Court Finds Fraudulent Joinder by Relying on a Sales Rep’s Affidavit and Common Sense
Buckles v. Coombs, 2016 U.S. Dist. Ct. LEXIS 180784 (S.D. Fla. Jan. 4 2017), is a decision that illustrates how a defendant’s proper introduction of facts via an affidavit and a court’s introduction of common sense into its decision process can come together to result in the denial of a plaintiff’s motion to remand an action to state court.
In Buckles, the plaintiff alleged that she was injured due to an allegedly defective cutting device used in her knee replacement. In her state-court complaint, she sued not only the diverse manufacturer, Howmedica, but its non-diverse sales rep. The defendants, having seen that move before, claimed fraudulent joinder of the sales rep and removed the action to federal court based on diversity jurisdiction.
Plaintiff moved to remand the action back to state court. Plaintiff argued that the sales rep was, in fact, a proper defendant because he had been negligent in promoting, marketing, testing and warning about the device—and so on. She supported these arguments with nothing more than the allegations in her complaint, which were fairly broad and conclusory. That was her mistake.
The court made clear that the proper standard under which a court should determine whether a non-diverse defendant has been fraudulently joined is like that applied to summary judgment motions, not the standard for motions to dismiss: “A district court’s process for resolving a claim of fraudulent joinder is similar to that used for ruling on a motion for summary judgment.” Id. at * 5 (citing Crowe v. Coleman, 113 F.3d 1536, 1538 (11th Cir. 1997). And the defendants were relying on more than the general allegations in the complaint. They offered facts from the sales rep himself in an affidavit in which he specifically refuted the general allegations of the complaint:
As set forth in [the sales rep’s] affidavit, however: (1) he was present during [plaintiff’s] surgery “only to facilitate bringing the implants to the operating room and for no other purpose” (2) he did not call on [plaintiff’s] surgeon at any time prior to her surgery on August 21, 2012, or anytime thereafter (3) he did not “promote, advertise, represent, recommend or sell” the Cutting Guide used during [plaintiff’s] surgery; (4) he had no involvement in the preoperative imaging for [plaintiff’s] Cutting Guide and had no other involvement in the planning of her surgery; and (5) he has no medical training, but rather, relies on the materials and information provided to him by Howmedica in carrying out his job duties.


Task requirements.
Scan the records below for the line with "Image is 812x508 pixels." and the line with "Image is 644x306 pixels.", and retype that range exactly, both ends included, pictures excepted.

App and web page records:
◆ ◆ ◆ ◆
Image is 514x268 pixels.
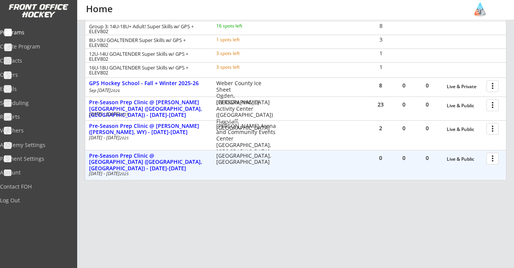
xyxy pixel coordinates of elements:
div: 16 spots left [216,24,265,28]
div: Pre-Season Prep Clinic @ [GEOGRAPHIC_DATA] ([GEOGRAPHIC_DATA], [GEOGRAPHIC_DATA]) - [DATE]-[DATE] [89,153,208,172]
div: [DATE] - [DATE] [89,136,206,140]
div: 0 [415,83,438,88]
div: 1 spots left [216,37,265,42]
button: more_vert [486,80,498,92]
div: 3 spots left [216,65,265,69]
em: 2025 [120,135,129,141]
div: Live & Private [446,84,482,89]
div: 0 [415,155,438,161]
div: GPS Hockey School - Fall + Winter 2025-26 [89,80,208,87]
button: more_vert [486,153,498,165]
div: [PERSON_NAME] Activity Center ([GEOGRAPHIC_DATA]) Flagstaff, [GEOGRAPHIC_DATA] [216,99,276,131]
div: 8 [369,83,392,88]
div: [GEOGRAPHIC_DATA], [GEOGRAPHIC_DATA] [216,153,276,166]
button: more_vert [486,123,498,135]
div: 0 [392,155,415,161]
div: 0 [415,126,438,131]
div: 8U-10U GOALTENDER Super Skills w/ GPS + ELEV802 [89,38,206,48]
div: 3 spots left [216,51,265,56]
div: 8 [369,23,392,29]
div: Sep [DATE] [89,88,206,93]
div: [DATE] - [DATE] [89,171,206,176]
div: Live & Public [446,103,482,108]
div: [PERSON_NAME] Arena and Community Events Center [GEOGRAPHIC_DATA], [GEOGRAPHIC_DATA] [216,123,276,155]
div: 0 [392,83,415,88]
div: 12U-14U GOALTENDER Super Skills w/ GPS + ELEV802 [89,52,206,61]
div: 16U-18U GOALTENDER Super Skills w/ GPS + ELEV802 [89,65,206,75]
div: 1 [369,51,392,56]
div: Pre-Season Prep Clinic @ [PERSON_NAME][GEOGRAPHIC_DATA] ([GEOGRAPHIC_DATA], [GEOGRAPHIC_DATA]) - ... [89,99,208,118]
div: 0 [369,155,392,161]
div: 2 [369,126,392,131]
div: 0 [392,102,415,107]
div: Weber County Ice Sheet Ogden, [GEOGRAPHIC_DATA] [216,80,276,106]
em: 2025 [120,112,129,117]
div: 0 [415,102,438,107]
button: more_vert [486,99,498,111]
em: 2026 [111,88,120,93]
div: [DATE] - [DATE] [89,112,206,116]
div: 23 [369,102,392,107]
div: 0 [392,126,415,131]
em: 2025 [120,171,129,176]
div: 1 [369,65,392,70]
div: Live & Public [446,127,482,132]
div: Pre-Season Prep Clinic @ [PERSON_NAME] ([PERSON_NAME], WY) - [DATE]-[DATE] [89,123,208,136]
div: Group 3: 14U-18U+ Adult! Super Skills w/ GPS + ELEV802 [89,24,206,34]
div: Live & Public [446,157,482,162]
div: 3 [369,37,392,42]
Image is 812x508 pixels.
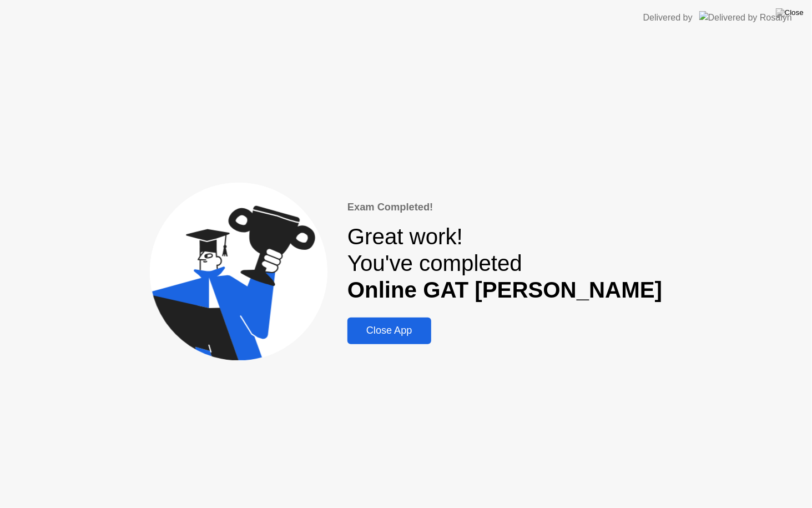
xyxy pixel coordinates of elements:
[348,317,431,344] button: Close App
[699,11,792,24] img: Delivered by Rosalyn
[348,224,662,304] div: Great work! You've completed
[348,277,662,302] b: Online GAT [PERSON_NAME]
[776,8,804,17] img: Close
[351,325,428,337] div: Close App
[643,11,693,24] div: Delivered by
[348,199,662,214] div: Exam Completed!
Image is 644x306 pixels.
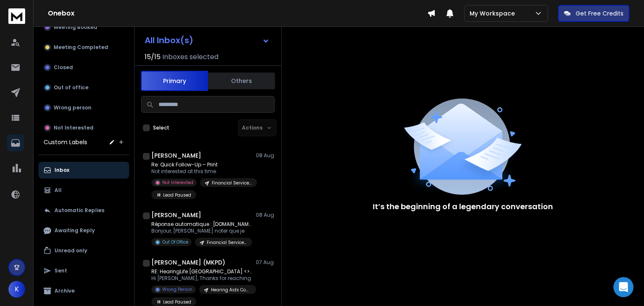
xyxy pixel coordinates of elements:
[48,8,427,18] h1: Onebox
[54,288,75,294] p: Archive
[53,64,73,71] p: Closed
[38,120,129,136] button: Not Interested
[54,167,69,174] p: Inbox
[144,52,160,62] span: 15 / 15
[152,161,252,168] p: Re: Quick Follow-Up – Print
[54,187,61,194] p: All
[152,168,252,175] p: Not interested at this time.
[38,39,129,56] button: Meeting Completed
[53,84,89,91] p: Out of office
[38,222,129,239] button: Awaiting Reply
[162,179,193,186] p: Not Interested
[153,124,169,131] label: Select
[8,281,25,298] button: K
[372,201,553,213] p: It’s the beginning of a legendary conversation
[54,268,67,274] p: Sent
[162,286,192,293] p: Wrong Person
[152,152,201,160] h1: [PERSON_NAME]
[212,180,252,186] p: Financial Services Companies ([GEOGRAPHIC_DATA]) [GEOGRAPHIC_DATA] outreach
[576,9,623,18] p: Get Free Credits
[38,79,129,96] button: Out of office
[38,202,129,219] button: Automatic Replies
[44,138,87,146] h3: Custom Labels
[613,277,633,298] div: Open Intercom Messenger
[152,268,252,275] p: RE: HearingLife [GEOGRAPHIC_DATA] <> Let’s
[38,182,129,199] button: All
[152,258,225,267] h1: [PERSON_NAME] (MKPD)
[38,242,129,259] button: Unread only
[144,36,193,45] h1: All Inbox(s)
[53,124,93,131] p: Not Interested
[38,283,129,299] button: Archive
[152,221,252,228] p: Réponse automatique : [DOMAIN_NAME] Optimize Your
[162,239,188,245] p: Out Of Office
[152,211,201,219] h1: [PERSON_NAME]
[53,44,108,51] p: Meeting Completed
[53,105,91,111] p: Wrong person
[141,71,208,91] button: Primary
[256,259,274,266] p: 07 Aug
[163,192,191,199] p: Lead Paused
[38,262,129,279] button: Sent
[256,152,274,159] p: 08 Aug
[8,8,25,24] img: logo
[54,207,105,214] p: Automatic Replies
[38,99,129,116] button: Wrong person
[256,212,274,219] p: 08 Aug
[152,275,252,282] p: Hi [PERSON_NAME], Thanks for reaching
[163,299,191,306] p: Lead Paused
[38,162,129,179] button: Inbox
[162,52,219,62] h3: Inboxes selected
[208,72,275,90] button: Others
[54,227,95,234] p: Awaiting Reply
[53,24,97,31] p: Meeting Booked
[38,19,129,36] button: Meeting Booked
[470,9,518,18] p: My Workspace
[211,287,251,293] p: Hearing Aids Companies Outreach [GEOGRAPHIC_DATA]
[38,59,129,76] button: Closed
[54,247,87,254] p: Unread only
[207,239,247,246] p: Financial Services Outreach [GEOGRAPHIC_DATA]
[138,32,276,49] button: All Inbox(s)
[558,5,629,22] button: Get Free Credits
[152,228,252,235] p: Bonjour, [PERSON_NAME] noter que je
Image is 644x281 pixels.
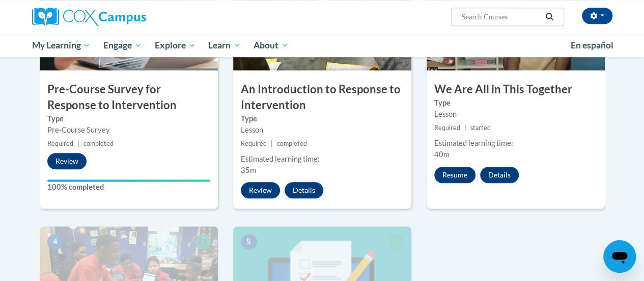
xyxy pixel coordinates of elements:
[571,39,614,50] span: En español
[582,8,612,24] button: Account Settings
[233,81,411,113] h3: An Introduction to Response to Intervention
[148,33,202,57] a: Explore
[103,39,141,52] span: Engage
[25,33,97,57] a: My Learning
[434,124,460,132] span: Required
[208,39,240,52] span: Learn
[271,140,273,147] span: |
[39,81,218,113] h3: Pre-Course Survey for Response to Intervention
[241,154,404,164] div: Estimated learning time:
[47,124,210,135] div: Pre-Course Survey
[47,113,210,124] label: Type
[47,140,73,147] span: Required
[32,8,215,26] a: Cox Campus
[241,166,256,174] span: 35m
[434,109,597,120] div: Lesson
[460,11,542,23] input: Search Courses
[241,182,280,198] button: Review
[241,140,267,147] span: Required
[253,39,288,52] span: About
[47,153,87,169] button: Review
[97,33,148,57] a: Engage
[427,81,605,97] h3: We Are All in This Together
[471,124,491,132] span: started
[241,234,257,249] span: 5
[434,150,449,158] span: 40m
[277,140,307,147] span: completed
[480,167,519,183] button: Details
[465,124,466,132] span: |
[284,182,323,198] button: Details
[201,33,247,57] a: Learn
[564,35,620,56] a: En español
[247,33,295,57] a: About
[155,39,195,52] span: Explore
[47,234,64,249] span: 4
[542,11,557,23] button: Search
[241,113,404,124] label: Type
[24,33,620,57] div: Main menu
[47,180,210,181] div: Your progress
[434,138,597,149] div: Estimated learning time:
[32,8,146,26] img: Cox Campus
[434,167,475,183] button: Resume
[603,240,636,273] iframe: Button to launch messaging window
[32,39,90,52] span: My Learning
[84,140,113,147] span: completed
[241,124,404,135] div: Lesson
[434,97,597,109] label: Type
[78,140,79,147] span: |
[47,181,210,192] label: 100% completed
◆ ◆ ◆ ◆
Result for this exercise.
Image is 812x508 pixels.
xyxy pixel coordinates of elements:
[348,317,431,344] button: Close App
[699,11,792,24] img: Delivered by Rosalyn
[348,224,662,304] div: Great work! You've completed
[348,277,662,302] b: Online GAT [PERSON_NAME]
[776,8,804,17] img: Close
[351,325,428,337] div: Close App
[643,11,693,24] div: Delivered by
[348,199,662,214] div: Exam Completed!
Image is 644x306 pixels.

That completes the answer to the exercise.